About Our Founder
Saul Petersen
Dr. Petersen’s early professional life at sport’s elite level has taken him across the globe, from Europe to Australia, from the South Pacific to North America.
Then, over the past nearly two decades, his work in academia, from Harvard Graduate School of Education and the City University of New York’s Graduate Center, to multi-year faculty fellows programs, gives him a wide range of formal teaching experience. Over the past decade, Petersen has managed statewide nonprofit administrations and worked with business associations, departments of State, attorney generals, and secretaries of higher education, giving Saul the kind of adaptable expertise and interpersonal acumen that is matched by very few.








As founder and president of Petersen Future Solutions LLC, Dr. Petersen’s range of experiences enables him to identify and deliver solutions that become embedded in business and institutional culture—solutions that are sustained because they are inclusive, principled, and enduring.
Petersen currently serves as CEO of the statewide nonprofit Engage NJ (formerly called Campus Compact NJ), which develops a principled 21st-century skilled workforce and offers programs focused on protecting our democracy and the planet.
Petersen has worked directly and over many years with major business associations such as the NJ Business and Industries Association and the Healthcare Institute of New Jersey, the New Jersey Deputy Attorney General, and numerous presidents and executives from all higher education sectors in both New Jersey and Connecticut.
As a collaborator, Saul Petersen has served on numerous cross-sector groups that develop coherent large-scale plans that impact major populations. Whether it be New Jersey Higher Education Partnerships for Sustainability (NJHEPS) plan for reconstitution, NJ Coalition of County College’s (NJCCC) Vision 2028, new Jersey Business & Industries Association’s (NJBIA) Education Equation, Deputy Attorney Generals Prevention Policy Boards, or State Higher Education Executive Officers’ (SHEEO) Multi-State Collaborative for civic learning, Dr. Petersen has amassed the knowledge of how to find solutions that stand the test of time.
As a university executive, over a four-year period, Petersen led the institutionalizing of community engaged learning, including with its formal recognition in the Senate, at a public university. He secured a grant from Robert Wood Johnson and built the first university Community Center in new Jersey, similar in principle to Community Food Centres Canada. Over the course of a year, Petersen chaired the committee that put forward a comprehensive application for the Carnegie Classification for Community Engagement. Petersen has also taught both undergraduate and graduate level courses in psychology, education, and nonprofit management.

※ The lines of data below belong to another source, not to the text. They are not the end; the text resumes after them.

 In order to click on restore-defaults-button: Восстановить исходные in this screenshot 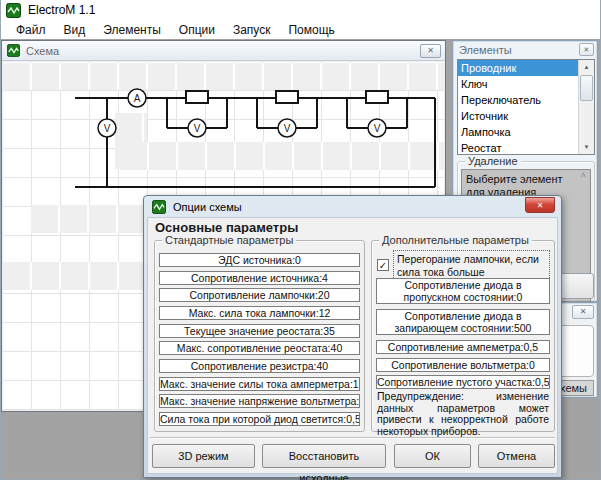, I will do `click(324, 456)`.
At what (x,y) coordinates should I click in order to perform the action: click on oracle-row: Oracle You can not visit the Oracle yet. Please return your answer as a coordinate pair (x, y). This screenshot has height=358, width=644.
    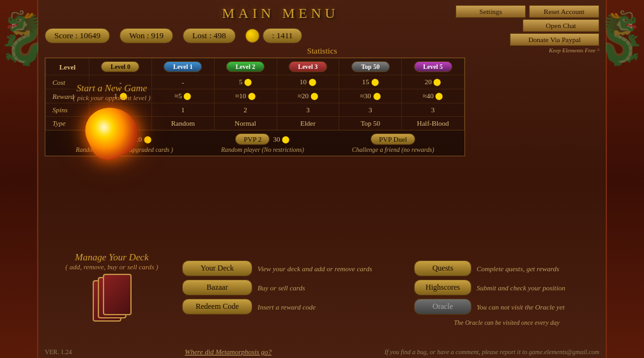
    Looking at the image, I should click on (507, 306).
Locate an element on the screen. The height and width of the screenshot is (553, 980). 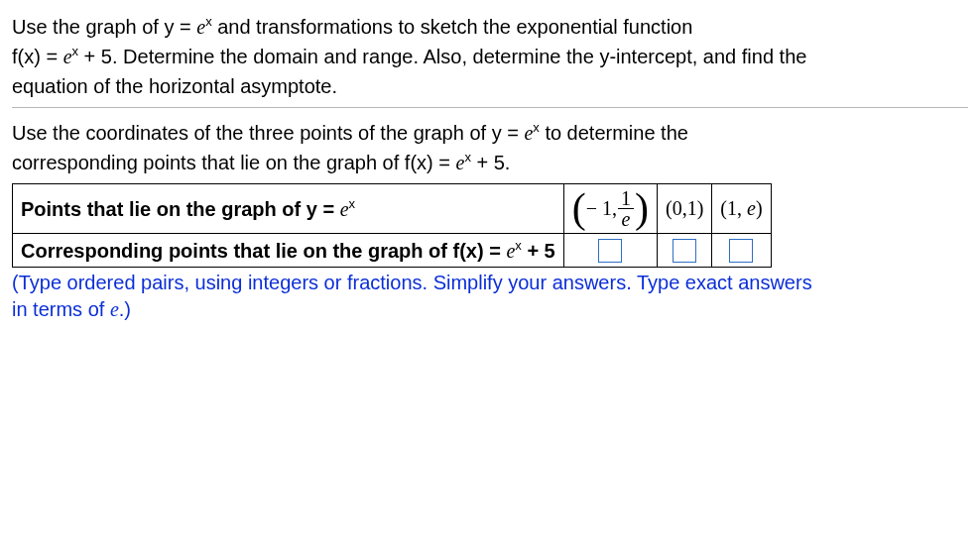
answer-3-cell is located at coordinates (742, 251).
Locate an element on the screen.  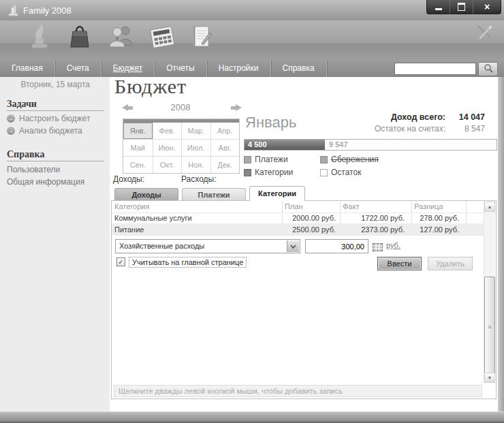
calculator-small-icon is located at coordinates (377, 248).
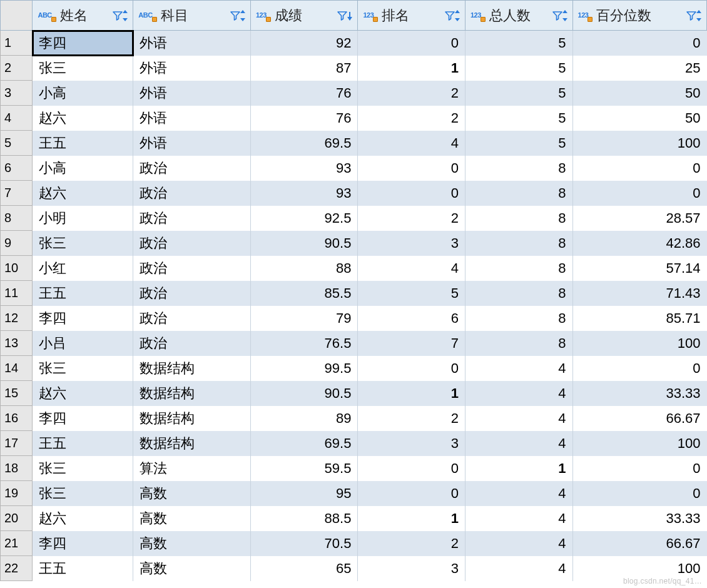 This screenshot has height=588, width=707. Describe the element at coordinates (412, 569) in the screenshot. I see `cell-rank: 3` at that location.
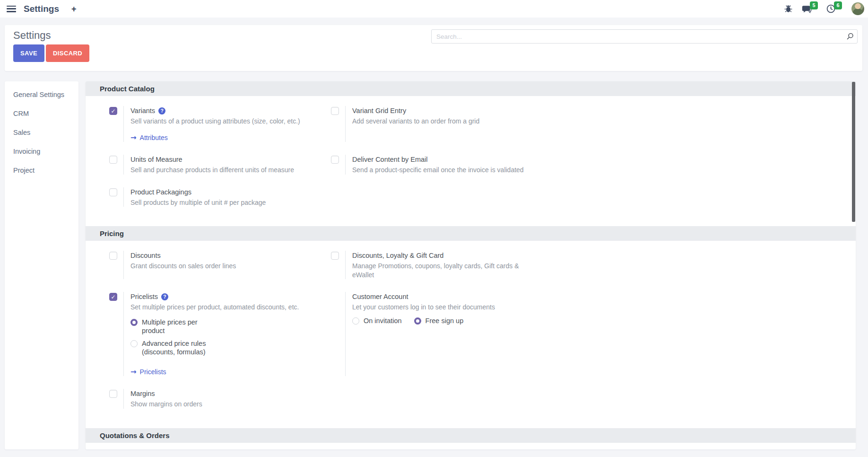 This screenshot has width=868, height=457. I want to click on bug-icon, so click(788, 9).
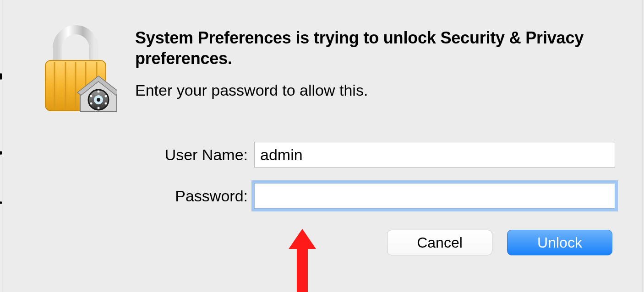 This screenshot has width=644, height=292. I want to click on username-input, so click(435, 155).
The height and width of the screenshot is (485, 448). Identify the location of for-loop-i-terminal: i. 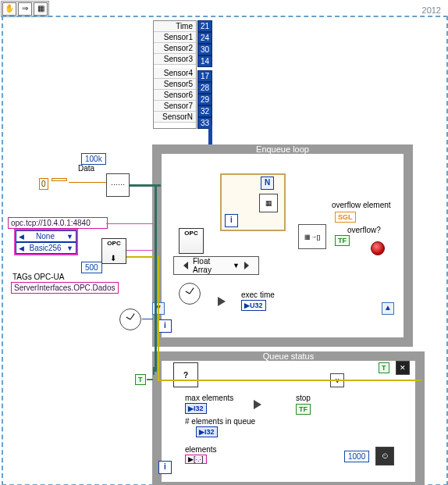
(231, 220).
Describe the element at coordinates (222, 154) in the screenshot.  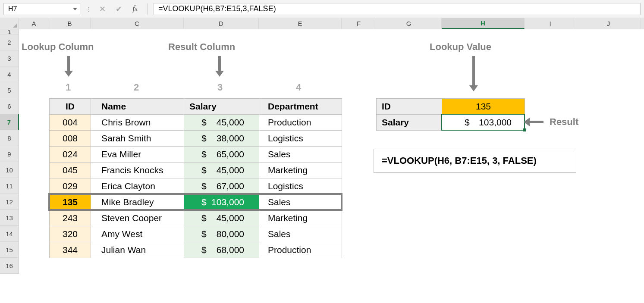
I see `cell-salary: $65,000` at that location.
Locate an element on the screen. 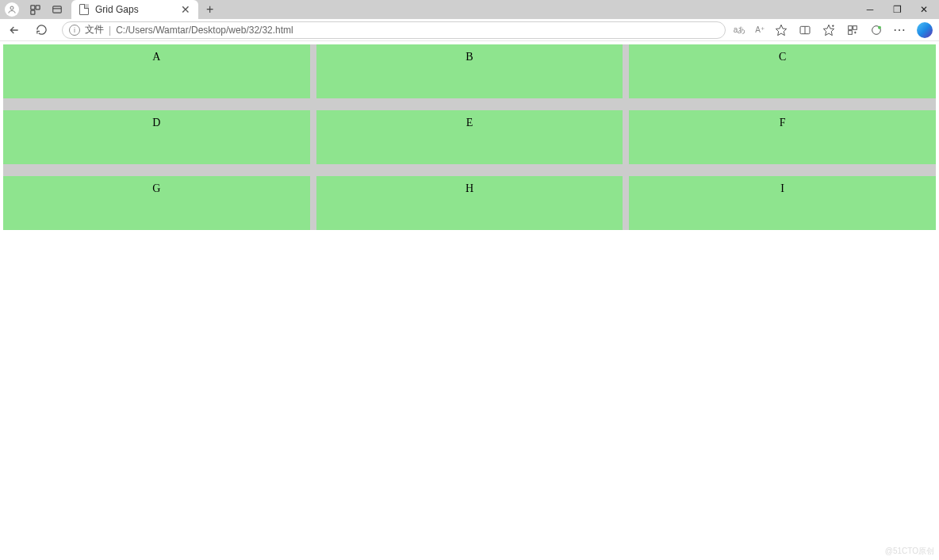 The width and height of the screenshot is (939, 560). read-aloud-icon: A⁺ is located at coordinates (760, 30).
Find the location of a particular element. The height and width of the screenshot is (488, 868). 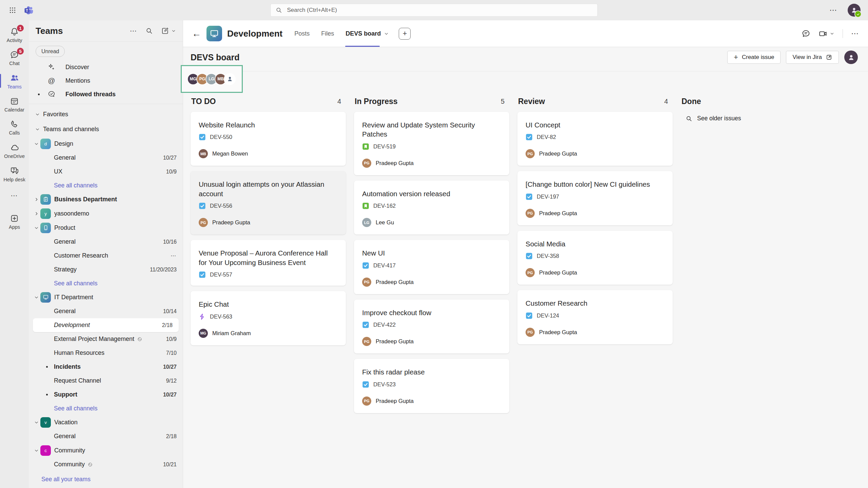

column-count: 4 is located at coordinates (341, 102).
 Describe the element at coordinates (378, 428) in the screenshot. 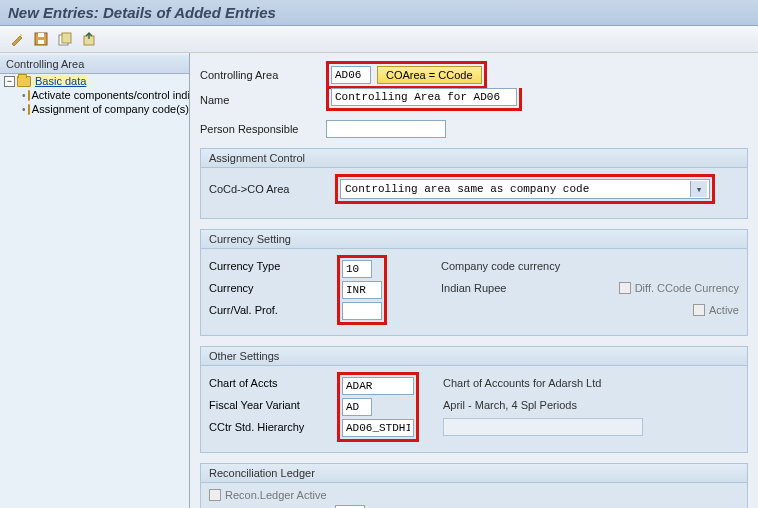

I see `cctr-hierarchy-input` at that location.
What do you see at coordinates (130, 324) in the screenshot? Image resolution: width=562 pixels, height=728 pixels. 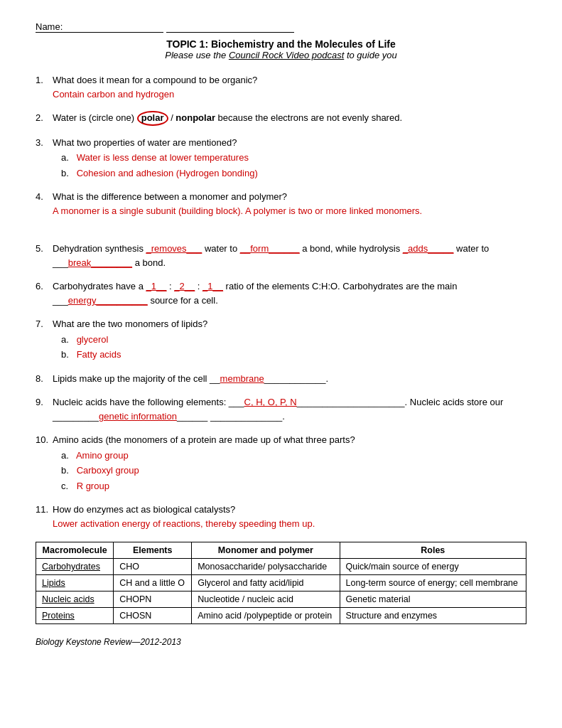 I see `q7-text: What are the two monomers of lipids?` at bounding box center [130, 324].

As nonprofit CEO, Dr. Petersen managed several major business transitions, including a name change and a major strategic planning process, during which he chaired the cross-sector committee that developed the plan. Over a one-year period, Petersen successfully steered another nonprofit through a difficult restructuring and right-sizing process so as to provide that business with a platform for future viability. Also over a one-year period, Petersen was invited to advise and formulate a plan for the viability of a nonprofit that focused on higher education’s role in education to deal with our climate crisis.
Petersen has designed a number of tools, written policies, strategic plans, op-eds, and even a children’s book. These cover a range of themes – 21st century workplace skills, educating solutions to climate change, building expert practices into learning and performance, dealing more comprehensively with food security, moving toward a collective impact, institutionalizing civic learning and engagement, and more.